Wednesday, November 01, 2006

Confuse the kids first then raise taxes

Pity the AARP. The senior organization has worked tirelessly to prop up Social Security, no matter what the long term realities demand. But now they risk alienating a whole new generation of retirees who are destined to pay more and receive less because the AARP blocks necessary reform. The short term answer, apparently, is to temporize, confuse, conflate, and obfuscate until Americans can be fooled into another tax increase.

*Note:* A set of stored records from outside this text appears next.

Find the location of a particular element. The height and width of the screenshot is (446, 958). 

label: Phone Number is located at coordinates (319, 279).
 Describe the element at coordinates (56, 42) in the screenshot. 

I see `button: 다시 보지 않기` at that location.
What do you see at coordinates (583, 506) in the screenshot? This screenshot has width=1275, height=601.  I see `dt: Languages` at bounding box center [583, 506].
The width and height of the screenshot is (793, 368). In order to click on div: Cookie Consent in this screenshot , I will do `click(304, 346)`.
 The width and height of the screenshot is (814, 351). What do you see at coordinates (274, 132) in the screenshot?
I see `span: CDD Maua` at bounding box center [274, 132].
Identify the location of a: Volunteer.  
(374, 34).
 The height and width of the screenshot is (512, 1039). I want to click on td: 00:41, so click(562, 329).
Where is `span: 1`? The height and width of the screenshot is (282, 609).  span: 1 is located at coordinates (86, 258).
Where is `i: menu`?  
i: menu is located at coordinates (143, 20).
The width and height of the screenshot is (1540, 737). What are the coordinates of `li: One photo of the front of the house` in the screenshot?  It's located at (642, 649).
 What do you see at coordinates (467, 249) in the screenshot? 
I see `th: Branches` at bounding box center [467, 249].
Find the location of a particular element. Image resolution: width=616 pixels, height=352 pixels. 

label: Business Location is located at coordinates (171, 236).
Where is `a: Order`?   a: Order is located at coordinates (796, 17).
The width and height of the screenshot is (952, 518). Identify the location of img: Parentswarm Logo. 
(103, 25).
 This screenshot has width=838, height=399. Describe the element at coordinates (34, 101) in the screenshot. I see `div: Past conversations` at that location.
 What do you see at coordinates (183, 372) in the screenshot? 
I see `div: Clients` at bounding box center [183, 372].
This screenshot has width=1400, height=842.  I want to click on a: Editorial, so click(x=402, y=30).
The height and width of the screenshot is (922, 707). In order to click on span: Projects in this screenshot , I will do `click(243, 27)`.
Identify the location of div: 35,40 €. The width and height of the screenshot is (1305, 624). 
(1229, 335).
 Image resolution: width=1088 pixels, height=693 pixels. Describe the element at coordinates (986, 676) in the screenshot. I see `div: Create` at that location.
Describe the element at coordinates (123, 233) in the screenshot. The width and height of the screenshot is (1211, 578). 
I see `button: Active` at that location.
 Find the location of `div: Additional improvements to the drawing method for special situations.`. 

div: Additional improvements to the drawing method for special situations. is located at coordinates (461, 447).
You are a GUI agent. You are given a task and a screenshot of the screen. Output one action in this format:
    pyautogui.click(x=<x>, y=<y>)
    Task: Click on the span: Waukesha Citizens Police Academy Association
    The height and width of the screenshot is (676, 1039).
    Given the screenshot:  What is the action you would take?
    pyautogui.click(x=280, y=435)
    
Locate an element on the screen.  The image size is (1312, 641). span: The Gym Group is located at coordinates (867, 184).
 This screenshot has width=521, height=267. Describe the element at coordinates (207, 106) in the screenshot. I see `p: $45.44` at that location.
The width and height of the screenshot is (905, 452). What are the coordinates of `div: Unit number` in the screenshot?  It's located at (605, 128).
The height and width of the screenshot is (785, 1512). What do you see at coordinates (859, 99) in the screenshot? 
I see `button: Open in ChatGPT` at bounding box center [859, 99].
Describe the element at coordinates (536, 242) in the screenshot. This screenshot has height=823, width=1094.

The liberal entitlement lobby has asked candidates around the country to fill out a questionnaire asking, "Will you support a balanced Social Security plan to continue the program's guaranteed benefits for future generations?" That may sound innocuous, but here's how AARP defines its balanced plan on its Web site near the above question: "AARP believes that a bipartisan plan that balances additional contributions from high income workers with modest adjustments in future benefits can maintain guaranteed Social Security benefits for future generations."
What this means for younger workers is even higher payroll taxes for a revenue-transfer program that will, at best, produce a return on investment of 2%. Social Security is the deal so good, they had to make it mandatory.

1 comment:

Anonymous said...

What gets me, is that the AARP's constituency wasn't even effected by the proposed reforms -- you had to be less than age 55 (if I recall correctly) in order to avail yourself of the private retirement accounts. Above that age, there was no change.